#### WHAT THE TASK ASKS:
Where does the word "will" show up in the records? Copy every line that holds it.

#### SOURCE DATA:

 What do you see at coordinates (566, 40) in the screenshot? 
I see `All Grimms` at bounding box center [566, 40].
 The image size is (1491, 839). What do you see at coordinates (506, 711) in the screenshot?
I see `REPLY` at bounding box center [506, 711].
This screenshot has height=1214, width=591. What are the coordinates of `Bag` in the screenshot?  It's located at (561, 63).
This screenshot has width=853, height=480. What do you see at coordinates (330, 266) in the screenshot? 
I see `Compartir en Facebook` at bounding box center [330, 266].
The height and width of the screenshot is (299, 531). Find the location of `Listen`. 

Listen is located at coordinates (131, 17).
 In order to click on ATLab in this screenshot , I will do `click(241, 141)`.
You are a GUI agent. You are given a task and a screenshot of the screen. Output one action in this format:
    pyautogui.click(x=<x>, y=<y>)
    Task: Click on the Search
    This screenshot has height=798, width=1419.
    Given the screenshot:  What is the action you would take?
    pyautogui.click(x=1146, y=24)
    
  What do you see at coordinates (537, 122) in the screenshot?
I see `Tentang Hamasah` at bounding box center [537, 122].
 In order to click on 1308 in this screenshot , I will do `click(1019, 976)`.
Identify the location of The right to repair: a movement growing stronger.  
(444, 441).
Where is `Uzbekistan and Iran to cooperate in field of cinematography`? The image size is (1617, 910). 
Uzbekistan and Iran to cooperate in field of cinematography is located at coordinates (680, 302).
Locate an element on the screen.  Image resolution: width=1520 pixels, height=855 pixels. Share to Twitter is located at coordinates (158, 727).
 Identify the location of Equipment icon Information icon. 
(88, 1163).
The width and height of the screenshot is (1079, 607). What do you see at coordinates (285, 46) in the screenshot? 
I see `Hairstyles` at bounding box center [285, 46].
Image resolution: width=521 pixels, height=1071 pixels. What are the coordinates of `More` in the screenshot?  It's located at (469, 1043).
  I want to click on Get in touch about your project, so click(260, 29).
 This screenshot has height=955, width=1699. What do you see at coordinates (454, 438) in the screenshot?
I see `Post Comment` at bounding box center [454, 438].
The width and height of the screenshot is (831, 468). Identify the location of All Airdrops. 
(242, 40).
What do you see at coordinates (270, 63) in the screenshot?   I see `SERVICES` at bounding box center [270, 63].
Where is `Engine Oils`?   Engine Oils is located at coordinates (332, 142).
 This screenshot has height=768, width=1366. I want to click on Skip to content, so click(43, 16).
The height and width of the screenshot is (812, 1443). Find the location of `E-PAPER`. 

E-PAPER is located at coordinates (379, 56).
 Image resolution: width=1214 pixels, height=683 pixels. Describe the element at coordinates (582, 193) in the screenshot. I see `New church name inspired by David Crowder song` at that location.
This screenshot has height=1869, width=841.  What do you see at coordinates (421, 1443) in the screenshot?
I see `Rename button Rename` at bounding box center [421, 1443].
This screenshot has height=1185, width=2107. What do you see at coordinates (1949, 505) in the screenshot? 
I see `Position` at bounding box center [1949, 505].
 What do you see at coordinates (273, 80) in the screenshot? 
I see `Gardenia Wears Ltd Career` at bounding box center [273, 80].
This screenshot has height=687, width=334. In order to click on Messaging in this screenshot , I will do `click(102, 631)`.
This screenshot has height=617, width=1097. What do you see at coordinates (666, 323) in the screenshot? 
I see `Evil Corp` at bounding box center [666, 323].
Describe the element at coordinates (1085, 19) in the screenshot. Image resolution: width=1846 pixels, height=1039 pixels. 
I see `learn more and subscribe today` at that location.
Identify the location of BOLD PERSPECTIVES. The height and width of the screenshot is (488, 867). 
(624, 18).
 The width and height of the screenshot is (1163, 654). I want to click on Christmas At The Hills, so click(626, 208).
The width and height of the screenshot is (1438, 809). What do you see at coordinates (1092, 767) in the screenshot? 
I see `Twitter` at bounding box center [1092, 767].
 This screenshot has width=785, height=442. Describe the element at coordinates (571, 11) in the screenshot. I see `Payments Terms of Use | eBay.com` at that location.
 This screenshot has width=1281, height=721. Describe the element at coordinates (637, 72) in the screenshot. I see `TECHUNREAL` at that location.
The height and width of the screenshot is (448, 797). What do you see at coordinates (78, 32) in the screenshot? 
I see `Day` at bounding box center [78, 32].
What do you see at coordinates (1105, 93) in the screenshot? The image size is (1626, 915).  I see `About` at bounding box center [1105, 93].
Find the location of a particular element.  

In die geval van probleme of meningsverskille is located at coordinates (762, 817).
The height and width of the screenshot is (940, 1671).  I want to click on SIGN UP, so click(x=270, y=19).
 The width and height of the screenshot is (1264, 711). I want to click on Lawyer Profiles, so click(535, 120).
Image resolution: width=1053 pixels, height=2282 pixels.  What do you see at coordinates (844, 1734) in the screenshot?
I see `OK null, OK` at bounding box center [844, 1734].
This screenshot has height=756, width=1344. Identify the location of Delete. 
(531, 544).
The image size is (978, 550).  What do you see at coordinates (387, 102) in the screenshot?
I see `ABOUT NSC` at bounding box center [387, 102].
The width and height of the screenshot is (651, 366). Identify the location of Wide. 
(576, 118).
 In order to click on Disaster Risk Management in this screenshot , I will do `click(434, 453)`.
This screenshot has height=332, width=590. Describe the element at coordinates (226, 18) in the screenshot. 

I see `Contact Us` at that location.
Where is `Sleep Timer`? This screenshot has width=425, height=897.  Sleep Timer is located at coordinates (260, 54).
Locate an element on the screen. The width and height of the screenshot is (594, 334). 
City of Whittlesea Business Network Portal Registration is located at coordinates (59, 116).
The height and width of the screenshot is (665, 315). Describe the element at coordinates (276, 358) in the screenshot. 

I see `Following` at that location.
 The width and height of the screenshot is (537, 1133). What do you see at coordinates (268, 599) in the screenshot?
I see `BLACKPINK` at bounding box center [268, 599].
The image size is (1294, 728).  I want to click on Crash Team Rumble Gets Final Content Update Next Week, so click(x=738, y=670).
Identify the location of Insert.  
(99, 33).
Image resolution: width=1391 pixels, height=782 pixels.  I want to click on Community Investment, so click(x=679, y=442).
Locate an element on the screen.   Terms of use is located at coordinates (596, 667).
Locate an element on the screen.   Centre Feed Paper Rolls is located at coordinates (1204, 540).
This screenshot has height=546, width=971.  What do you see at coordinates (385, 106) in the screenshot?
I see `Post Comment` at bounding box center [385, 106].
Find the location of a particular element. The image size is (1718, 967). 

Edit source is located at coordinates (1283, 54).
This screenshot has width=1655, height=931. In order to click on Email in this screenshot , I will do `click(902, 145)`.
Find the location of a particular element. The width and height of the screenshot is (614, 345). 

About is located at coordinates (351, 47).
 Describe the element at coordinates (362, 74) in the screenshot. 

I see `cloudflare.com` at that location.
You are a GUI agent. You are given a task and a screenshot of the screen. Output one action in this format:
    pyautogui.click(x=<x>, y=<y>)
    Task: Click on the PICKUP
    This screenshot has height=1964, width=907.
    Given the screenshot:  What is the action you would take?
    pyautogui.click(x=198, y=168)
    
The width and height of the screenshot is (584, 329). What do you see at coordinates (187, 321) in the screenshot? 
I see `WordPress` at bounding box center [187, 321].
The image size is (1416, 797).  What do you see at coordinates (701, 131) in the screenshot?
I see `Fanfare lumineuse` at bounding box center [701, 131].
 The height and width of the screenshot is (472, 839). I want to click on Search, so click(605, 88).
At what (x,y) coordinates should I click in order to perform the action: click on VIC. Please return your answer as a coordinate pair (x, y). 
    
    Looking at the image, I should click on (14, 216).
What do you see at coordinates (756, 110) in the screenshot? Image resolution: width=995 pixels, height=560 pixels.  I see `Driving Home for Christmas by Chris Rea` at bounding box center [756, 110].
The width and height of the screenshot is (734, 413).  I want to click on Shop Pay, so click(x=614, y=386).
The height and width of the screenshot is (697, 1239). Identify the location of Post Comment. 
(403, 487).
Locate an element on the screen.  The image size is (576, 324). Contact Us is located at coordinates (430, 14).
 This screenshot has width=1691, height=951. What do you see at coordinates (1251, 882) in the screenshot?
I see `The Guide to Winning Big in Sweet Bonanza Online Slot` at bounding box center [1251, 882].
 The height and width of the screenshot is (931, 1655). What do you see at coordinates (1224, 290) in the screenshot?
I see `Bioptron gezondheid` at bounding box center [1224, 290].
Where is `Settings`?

#### RESULT FOR THIS TASK:
 In order to click on ATLab in this screenshot , I will do `click(241, 141)`.
 In order to click on 1308 in this screenshot , I will do `click(1019, 976)`.
This screenshot has height=687, width=334. In order to click on Messaging in this screenshot , I will do `click(102, 631)`.
 In order to click on Disaster Risk Management in this screenshot , I will do `click(434, 453)`.
This screenshot has width=1655, height=931. In order to click on Email in this screenshot , I will do `click(902, 145)`.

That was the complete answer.